Footguns of the Rust WebAssembly Target

A trail in Golden, Colorado

WebAssembly—even after several years of standardization—is still a nascent technology.

I've been working with Rust and WebAssembly for nearly four years now. This post is intended to be a distillate of that experience, formatted for developers who are interested in publishing WebAssembly code to npm. Specifically, these are the footguns I've personally encountered while working on harper.js, a WebAssembly-powered package for grammar checking at the edge. This page should be valuable if you are even speculating on the possibility of using WebAssembly in your codebase.


1. Exposing Only Synchronous Functions

The Harper package exposes one interface that captures all of its WebAssembly interactions: the Linter. This is an object that handles downloading and compiling the Harper WebAssembly module, as well as invoking functions in it. Every function returns a Promise. There are several good reasons for that:

  • WebAssembly modules larger than 4 kilobytes must be instantiated asynchronously to avoid blocking the event loop during download or compilation. This is a technical limitation that cannot be avoided with clever logic.
  • If most functions are asynchronous, you can centralize computation and caching into a single instance of the WebAssembly module, hiding the complexity of instantiation and making caches easier to build.
  • If your problem domain can be computationally intense, it might be prudent to offload jobs onto a web worker, which is easier if every function of your facade is asynchronous.
  • It will be easier for both you and your users to expose any important function as asynchronous out of the gate.

2. Assume Rust Can Trivially Do IO

Whatever you do: avoid assuming that Rust libraries (like reqwest or rand) will be able to perform IO without some work on your end. WebAssembly alone is not capable of IO, which means any function in that category will require some amount of JavaScript to work properly.

Rather than leaving that up to the Rust toolchain to figure out, save yourself the headache and inject the necessary JavaScript functions directly into the WebAssembly module by passing them through wasm_bindgen.


3. Just Inline the WebAssembly Module

Obsidian plugins, for example, must be composed of exactly one JavaScript file, which means everything must be inlined. In the interest of keeping the bundle size small, it's much easier for the package developer (of harper.js) to set up inlining than the plugin developer.

On the other side of the spectrum, Chrome's Manifest V3 disallows WebAssembly from being loaded inline.

If you plan for your package to be consumed by a variety of applications, know that it will also be consumed by a variety of bundlers. Both bundlers and applications are pretty inconsistent with their inlining and tree-shaking behavior. To avoid problems, you should provide two versions of your package:

  • One where your WebAssembly module is already inlined.
  • One where it isn't.

Wrapping it Up

Harper’s problem domain is not your problem domain. We have to integrate with a variety of unique applications, which means we must keep our system flexible. That may not be the case for you, which may mean these footguns do not apply. If you have any questions about any other problems the Harper project might have faced, let me know.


### What you need to do:
Copy each line below in which the word "label" occurs.

[Stored data]
[Start of Attachment]
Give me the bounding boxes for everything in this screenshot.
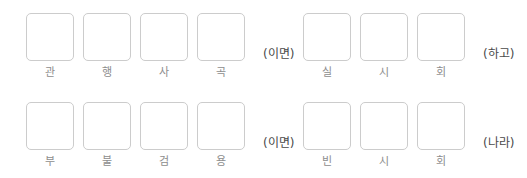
answer-cell: 실	[303, 13, 351, 79]
answer-box[interactable]	[26, 13, 74, 61]
worksheet: 관 행 사 곡 (이면) 실 시	[0, 0, 527, 178]
answer-cell: 곡	[197, 13, 245, 79]
answer-cell: 용	[197, 102, 245, 168]
hint-character: 시	[379, 155, 389, 168]
answer-cell: 부	[26, 102, 74, 168]
answer-box[interactable]	[83, 102, 131, 150]
answer-cell: 회	[417, 13, 465, 79]
answer-box[interactable]	[140, 102, 188, 150]
answer-box[interactable]	[417, 13, 465, 61]
answer-group: 부 불 검 용 (이면)	[26, 102, 294, 168]
answer-box[interactable]	[360, 102, 408, 150]
answer-cell: 회	[417, 102, 465, 168]
answer-box[interactable]	[26, 102, 74, 150]
answer-box[interactable]	[140, 13, 188, 61]
worksheet-row: 관 행 사 곡 (이면) 실 시	[0, 0, 527, 89]
hint-character: 회	[436, 155, 446, 168]
hint-character: 곡	[216, 66, 226, 79]
meaning-label: (이면)	[263, 136, 294, 150]
answer-group: 빈 시 회 (나라)	[303, 102, 514, 168]
answer-group: 관 행 사 곡 (이면)	[26, 13, 294, 79]
answer-cell: 검	[140, 102, 188, 168]
hint-character: 실	[322, 66, 332, 79]
meaning-label: (하고)	[483, 47, 514, 61]
hint-character: 검	[159, 155, 169, 168]
hint-character: 시	[379, 66, 389, 79]
answer-box[interactable]	[83, 13, 131, 61]
meaning-label: (나라)	[483, 136, 514, 150]
answer-box[interactable]	[417, 102, 465, 150]
answer-group: 실 시 회 (하고)	[303, 13, 514, 79]
answer-cell: 관	[26, 13, 74, 79]
answer-box[interactable]	[360, 13, 408, 61]
worksheet-row: 부 불 검 용 (이면) 빈 시	[0, 89, 527, 178]
answer-cell: 시	[360, 102, 408, 168]
answer-cell: 불	[83, 102, 131, 168]
hint-character: 용	[216, 155, 226, 168]
answer-cell: 빈	[303, 102, 351, 168]
answer-cell: 행	[83, 13, 131, 79]
hint-character: 관	[45, 66, 55, 79]
answer-box[interactable]	[303, 13, 351, 61]
hint-character: 부	[45, 155, 55, 168]
hint-character: 사	[159, 66, 169, 79]
hint-character: 빈	[322, 155, 332, 168]
answer-cell: 사	[140, 13, 188, 79]
hint-character: 행	[102, 66, 112, 79]
answer-box[interactable]	[197, 102, 245, 150]
answer-cell: 시	[360, 13, 408, 79]
answer-box[interactable]	[197, 13, 245, 61]
hint-character: 불	[102, 155, 112, 168]
hint-character: 회	[436, 66, 446, 79]
meaning-label: (이면)	[263, 47, 294, 61]
answer-box[interactable]	[303, 102, 351, 150]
[End of Attachment]
### Solution for this problem:
meaning-label: (이면)	[263, 136, 294, 150]
meaning-label: (하고)	[483, 47, 514, 61]
meaning-label: (나라)	[483, 136, 514, 150]
meaning-label: (이면)	[263, 47, 294, 61]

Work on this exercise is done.